Yeast Natural Products

We make molecules. We learn chemistry from nature and use these lessons to make sustainable chemicals.

What we try to achieve and why it is important
For about 150 years industrial chemistry has revolved around petroleum. Our transportation, food, and health are dangerously linked to this non-renewable resource that will be depleted in about 50 years. The world urgently needs new chemical processes that can support us sustainably.

Fungi are extraordinary chemists; they make molecules for competition, attack, defense, communication, deception, energy-storage, and structure-building. We study fungal chemistry to learn how to use it to make polymers, drugs, agrochemicals, fuels for aviation, rocketry, and shipping, 

How we achieve our aims – methods, tools, technologies
Our work involves collecting and cultivating fungi, we look at the chemicals they produce, and decode the chemical recipes stored in their DNA. We then transfer these recipes to simpler, laboratory-friendly fungi who can then make the chemicals.  We modify the recipes to create variants of the natural chemicals, iterating this process until we get molecules suitable for human needs. 
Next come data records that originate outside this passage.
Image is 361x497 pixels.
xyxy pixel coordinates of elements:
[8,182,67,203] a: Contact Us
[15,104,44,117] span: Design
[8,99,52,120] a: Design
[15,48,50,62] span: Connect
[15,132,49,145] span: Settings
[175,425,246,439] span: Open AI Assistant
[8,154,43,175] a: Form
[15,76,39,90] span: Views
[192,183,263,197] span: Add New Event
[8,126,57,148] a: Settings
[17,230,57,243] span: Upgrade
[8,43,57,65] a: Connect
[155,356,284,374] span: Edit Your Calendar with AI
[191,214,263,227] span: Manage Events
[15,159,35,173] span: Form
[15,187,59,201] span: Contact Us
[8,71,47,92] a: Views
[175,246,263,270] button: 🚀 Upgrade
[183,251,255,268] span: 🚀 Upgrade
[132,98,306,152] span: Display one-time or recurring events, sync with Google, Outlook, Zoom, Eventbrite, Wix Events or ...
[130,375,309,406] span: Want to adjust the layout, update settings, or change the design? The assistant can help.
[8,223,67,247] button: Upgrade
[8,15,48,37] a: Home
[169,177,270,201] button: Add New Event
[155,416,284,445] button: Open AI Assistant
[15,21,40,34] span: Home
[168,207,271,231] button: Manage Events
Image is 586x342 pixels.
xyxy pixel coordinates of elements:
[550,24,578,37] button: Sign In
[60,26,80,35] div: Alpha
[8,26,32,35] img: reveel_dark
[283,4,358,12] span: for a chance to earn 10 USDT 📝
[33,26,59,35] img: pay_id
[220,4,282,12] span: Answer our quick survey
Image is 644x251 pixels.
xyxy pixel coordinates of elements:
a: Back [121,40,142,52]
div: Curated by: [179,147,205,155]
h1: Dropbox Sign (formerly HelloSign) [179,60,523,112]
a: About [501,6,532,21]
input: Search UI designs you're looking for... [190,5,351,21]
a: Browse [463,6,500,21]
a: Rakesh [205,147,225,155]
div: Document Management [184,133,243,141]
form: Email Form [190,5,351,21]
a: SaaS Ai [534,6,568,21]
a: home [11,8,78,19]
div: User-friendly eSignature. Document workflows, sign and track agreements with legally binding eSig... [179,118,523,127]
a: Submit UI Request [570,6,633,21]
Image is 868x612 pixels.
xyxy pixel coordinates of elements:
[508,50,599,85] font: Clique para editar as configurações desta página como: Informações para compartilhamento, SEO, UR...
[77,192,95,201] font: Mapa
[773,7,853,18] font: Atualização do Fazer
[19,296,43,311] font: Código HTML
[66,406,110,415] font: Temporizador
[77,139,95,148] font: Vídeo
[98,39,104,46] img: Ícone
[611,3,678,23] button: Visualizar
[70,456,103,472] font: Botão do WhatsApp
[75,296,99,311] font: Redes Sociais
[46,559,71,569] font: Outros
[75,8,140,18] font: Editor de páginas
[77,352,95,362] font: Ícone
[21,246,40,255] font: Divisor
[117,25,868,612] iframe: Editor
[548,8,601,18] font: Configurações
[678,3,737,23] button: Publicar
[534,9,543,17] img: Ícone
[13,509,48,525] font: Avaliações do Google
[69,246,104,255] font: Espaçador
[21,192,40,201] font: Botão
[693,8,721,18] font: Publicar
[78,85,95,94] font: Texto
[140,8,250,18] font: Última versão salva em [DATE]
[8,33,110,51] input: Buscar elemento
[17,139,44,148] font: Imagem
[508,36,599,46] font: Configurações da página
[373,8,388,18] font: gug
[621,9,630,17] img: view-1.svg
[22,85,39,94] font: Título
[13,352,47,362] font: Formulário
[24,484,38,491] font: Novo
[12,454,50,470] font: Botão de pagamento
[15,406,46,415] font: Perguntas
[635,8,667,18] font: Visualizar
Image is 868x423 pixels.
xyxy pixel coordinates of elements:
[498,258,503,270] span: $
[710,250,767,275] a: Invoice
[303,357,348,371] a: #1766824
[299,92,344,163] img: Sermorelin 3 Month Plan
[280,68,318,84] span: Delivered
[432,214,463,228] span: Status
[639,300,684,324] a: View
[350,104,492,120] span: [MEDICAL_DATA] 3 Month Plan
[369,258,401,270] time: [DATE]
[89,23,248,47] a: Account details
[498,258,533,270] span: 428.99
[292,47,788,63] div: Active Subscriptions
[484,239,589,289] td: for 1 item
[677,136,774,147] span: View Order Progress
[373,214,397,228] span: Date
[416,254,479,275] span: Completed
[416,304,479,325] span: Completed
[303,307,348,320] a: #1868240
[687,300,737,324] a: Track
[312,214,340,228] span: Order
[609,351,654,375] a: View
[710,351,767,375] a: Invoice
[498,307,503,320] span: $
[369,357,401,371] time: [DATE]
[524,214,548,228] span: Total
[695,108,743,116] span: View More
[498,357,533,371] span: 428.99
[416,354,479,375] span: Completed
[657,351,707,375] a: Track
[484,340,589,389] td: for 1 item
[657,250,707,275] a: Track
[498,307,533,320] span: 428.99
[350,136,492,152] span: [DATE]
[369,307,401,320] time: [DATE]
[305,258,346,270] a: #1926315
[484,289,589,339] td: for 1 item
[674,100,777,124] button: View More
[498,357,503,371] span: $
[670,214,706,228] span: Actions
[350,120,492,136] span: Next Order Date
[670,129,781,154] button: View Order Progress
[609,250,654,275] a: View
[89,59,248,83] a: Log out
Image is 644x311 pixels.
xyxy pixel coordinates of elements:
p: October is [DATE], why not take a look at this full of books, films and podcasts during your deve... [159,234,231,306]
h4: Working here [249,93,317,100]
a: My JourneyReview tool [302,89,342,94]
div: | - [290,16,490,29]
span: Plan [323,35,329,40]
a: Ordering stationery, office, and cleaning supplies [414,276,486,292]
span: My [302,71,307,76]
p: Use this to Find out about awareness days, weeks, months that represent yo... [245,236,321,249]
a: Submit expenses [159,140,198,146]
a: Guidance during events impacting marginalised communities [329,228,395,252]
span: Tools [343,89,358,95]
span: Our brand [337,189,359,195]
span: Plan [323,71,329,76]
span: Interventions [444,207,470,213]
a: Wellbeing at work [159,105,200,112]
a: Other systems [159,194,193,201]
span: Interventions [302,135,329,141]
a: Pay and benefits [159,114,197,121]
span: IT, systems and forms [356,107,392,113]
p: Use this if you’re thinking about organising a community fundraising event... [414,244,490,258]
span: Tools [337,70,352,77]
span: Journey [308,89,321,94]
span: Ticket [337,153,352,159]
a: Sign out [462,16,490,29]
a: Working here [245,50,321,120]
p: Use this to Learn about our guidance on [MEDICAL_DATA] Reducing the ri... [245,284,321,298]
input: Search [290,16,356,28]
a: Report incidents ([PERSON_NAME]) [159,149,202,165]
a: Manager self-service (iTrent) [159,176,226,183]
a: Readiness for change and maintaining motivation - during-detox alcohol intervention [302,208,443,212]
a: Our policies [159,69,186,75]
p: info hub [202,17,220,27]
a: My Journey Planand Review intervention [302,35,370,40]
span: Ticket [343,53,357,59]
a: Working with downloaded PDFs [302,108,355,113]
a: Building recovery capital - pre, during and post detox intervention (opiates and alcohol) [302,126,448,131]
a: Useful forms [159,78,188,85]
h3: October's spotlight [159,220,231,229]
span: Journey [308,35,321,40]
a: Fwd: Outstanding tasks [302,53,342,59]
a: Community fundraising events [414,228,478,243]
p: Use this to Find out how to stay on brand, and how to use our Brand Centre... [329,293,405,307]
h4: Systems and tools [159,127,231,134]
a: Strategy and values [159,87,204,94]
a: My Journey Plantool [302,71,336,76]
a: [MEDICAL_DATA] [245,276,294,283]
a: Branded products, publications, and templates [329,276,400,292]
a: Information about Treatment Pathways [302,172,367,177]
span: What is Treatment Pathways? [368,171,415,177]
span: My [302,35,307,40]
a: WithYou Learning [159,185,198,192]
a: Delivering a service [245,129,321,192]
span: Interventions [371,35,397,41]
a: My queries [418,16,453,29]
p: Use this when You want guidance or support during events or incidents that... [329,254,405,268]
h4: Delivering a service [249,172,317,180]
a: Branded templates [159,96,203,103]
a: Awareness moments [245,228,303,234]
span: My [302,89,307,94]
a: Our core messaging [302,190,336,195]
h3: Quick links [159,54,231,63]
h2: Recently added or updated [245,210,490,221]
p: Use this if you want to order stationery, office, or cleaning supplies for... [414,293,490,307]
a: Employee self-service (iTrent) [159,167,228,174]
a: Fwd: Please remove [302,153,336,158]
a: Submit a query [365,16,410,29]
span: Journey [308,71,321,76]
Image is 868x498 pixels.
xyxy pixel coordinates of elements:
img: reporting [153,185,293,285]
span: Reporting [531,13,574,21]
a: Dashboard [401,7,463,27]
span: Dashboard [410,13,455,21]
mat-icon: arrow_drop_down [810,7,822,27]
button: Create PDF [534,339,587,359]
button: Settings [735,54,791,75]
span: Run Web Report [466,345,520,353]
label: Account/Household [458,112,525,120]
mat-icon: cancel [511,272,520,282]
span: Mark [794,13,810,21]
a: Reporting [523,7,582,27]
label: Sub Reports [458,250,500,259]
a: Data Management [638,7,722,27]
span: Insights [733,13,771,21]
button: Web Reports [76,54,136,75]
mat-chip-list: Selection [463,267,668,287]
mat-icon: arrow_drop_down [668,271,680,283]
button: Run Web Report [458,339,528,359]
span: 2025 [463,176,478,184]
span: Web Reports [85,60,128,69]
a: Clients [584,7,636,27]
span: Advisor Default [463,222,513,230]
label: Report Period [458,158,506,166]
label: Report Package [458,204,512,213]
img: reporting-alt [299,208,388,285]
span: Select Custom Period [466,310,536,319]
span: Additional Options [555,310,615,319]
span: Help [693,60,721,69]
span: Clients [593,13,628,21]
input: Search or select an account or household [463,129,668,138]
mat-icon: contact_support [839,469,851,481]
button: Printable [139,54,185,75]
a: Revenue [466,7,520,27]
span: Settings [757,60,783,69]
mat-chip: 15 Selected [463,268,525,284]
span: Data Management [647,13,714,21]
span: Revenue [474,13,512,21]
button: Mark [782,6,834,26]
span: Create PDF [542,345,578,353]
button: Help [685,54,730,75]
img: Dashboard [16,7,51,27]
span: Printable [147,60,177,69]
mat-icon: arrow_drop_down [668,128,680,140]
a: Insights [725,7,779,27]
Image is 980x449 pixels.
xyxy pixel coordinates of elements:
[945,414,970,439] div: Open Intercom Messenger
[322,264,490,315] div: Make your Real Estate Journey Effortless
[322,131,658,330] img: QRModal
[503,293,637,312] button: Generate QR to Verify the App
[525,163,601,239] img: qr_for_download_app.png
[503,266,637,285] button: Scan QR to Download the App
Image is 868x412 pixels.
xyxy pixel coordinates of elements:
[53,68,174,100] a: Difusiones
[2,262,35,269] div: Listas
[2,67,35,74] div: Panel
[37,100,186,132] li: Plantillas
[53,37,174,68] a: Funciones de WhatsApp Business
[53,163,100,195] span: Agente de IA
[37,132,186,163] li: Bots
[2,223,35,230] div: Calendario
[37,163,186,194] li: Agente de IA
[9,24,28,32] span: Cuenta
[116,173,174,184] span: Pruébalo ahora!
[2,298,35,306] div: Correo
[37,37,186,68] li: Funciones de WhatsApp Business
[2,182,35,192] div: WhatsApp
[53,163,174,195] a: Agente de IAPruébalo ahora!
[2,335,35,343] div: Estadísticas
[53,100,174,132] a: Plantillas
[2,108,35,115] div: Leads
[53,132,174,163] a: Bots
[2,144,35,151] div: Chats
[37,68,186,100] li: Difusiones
How our research can be used
We are learning a lot of fungal chemistry, and we are making more and more new molecules, drugs, fuels, and polymers. Our hope is that some of these molecules, recipes and methods may contribute to a new era of industrial chemistry that can sustain human life on the planet for a long time.

The group is headed by Jay Keasling and Pablo Cruz-Morales and located at Lyngby Campus, building 220, 4th floor. PI Pablo Cruz-Morales' office is at the 2nd floor, room 209F.